Use browser DevTools: right-click the element, Inspect, find the CSS rule containing linear-gradient or radial-gradient. The complete declaration shows all color stops and the angle. Alternatively, use Color Pick Pro to sample the gradient visually at multiple points across its width to capture the start, midpoint, and end colors. DevTools gives exact declared values; the color picker gives rendered pixel values.
What is the difference between linear-gradient, radial-gradient, and conic-gradient?
Linear-gradient blends colors along a straight line at a specified angle. Radial-gradient emanates from a center point outward in a circular or elliptical shape — used for glows and depth effects. Conic-gradient rotates colors around a center point like clock hands — used for pie charts and decorative effects. Linear-gradient is the most common in UI design by far.
How do I reproduce a gradient I found on another website?
Inspect the element in DevTools and copy the CSS gradient declaration directly — this is the most accurate method and takes 10 seconds. If that's not available, use Color Pick Pro to sample the start and end colors, then estimate the angle visually. Build: linear-gradient(Xdeg, #startColor, #endColor). Most gradients are 2-stop linear gradients with angles between 90deg and 180deg.
How do I create a gradient that doesn't have a muddy gray midpoint?

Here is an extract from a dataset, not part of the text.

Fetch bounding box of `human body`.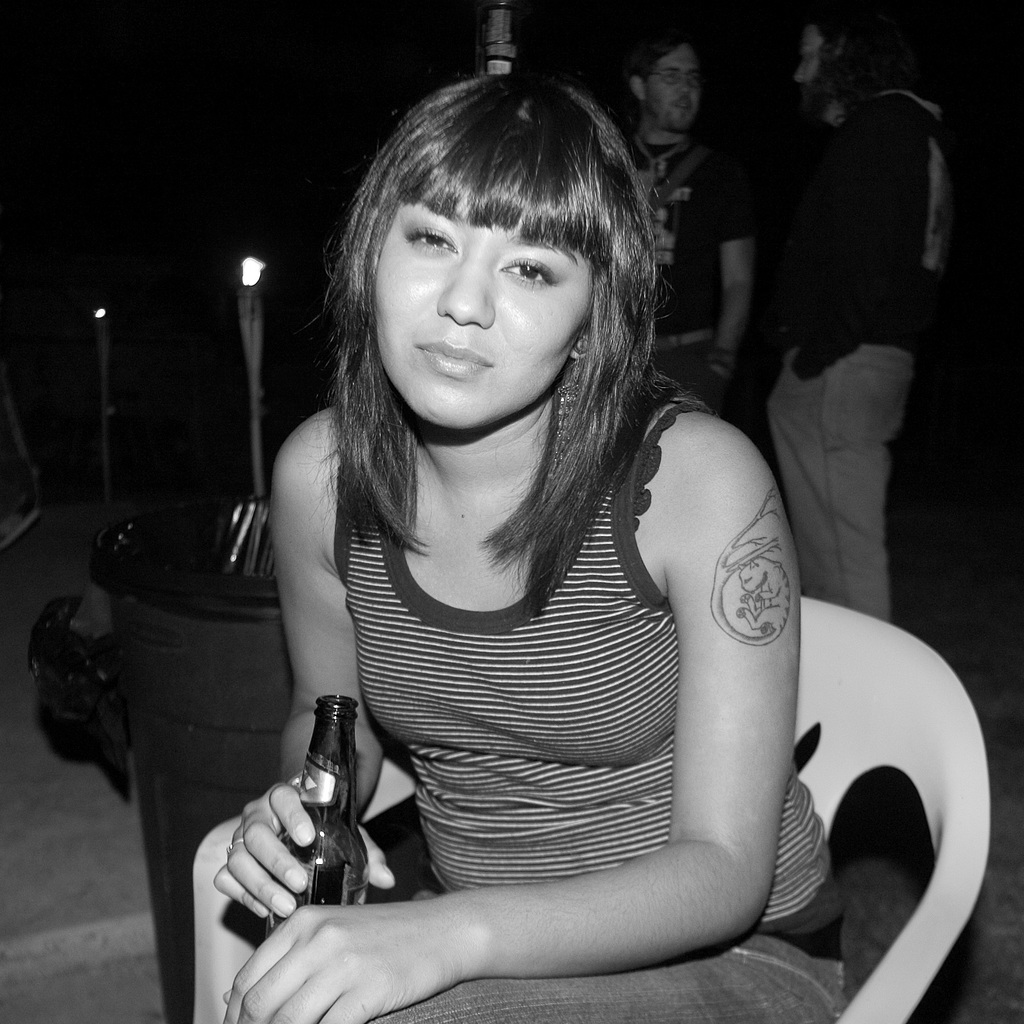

Use linear-gradient(in oklch, color1, color2) for modern browsers — oklch interpolation follows perceptual paths that preserve saturation. For broader browser support, add a manually chosen saturated intermediate color stop (for blue-to-orange, add a vivid purple at 50%). Alternatively, choose analogous rather than complementary colors — adjacent hues blend naturally without desaturation.
What gradient angles are used most commonly in modern UI design?
135deg is the most popular in modern SaaS and tech design — it creates a diagonal from top-left to bottom-right that feels dynamic. 90deg (horizontal) is clean and common for buttons. 180deg (top-to-bottom) is traditional and used for image overlays. When building something that should feel current, 135deg is a safe default.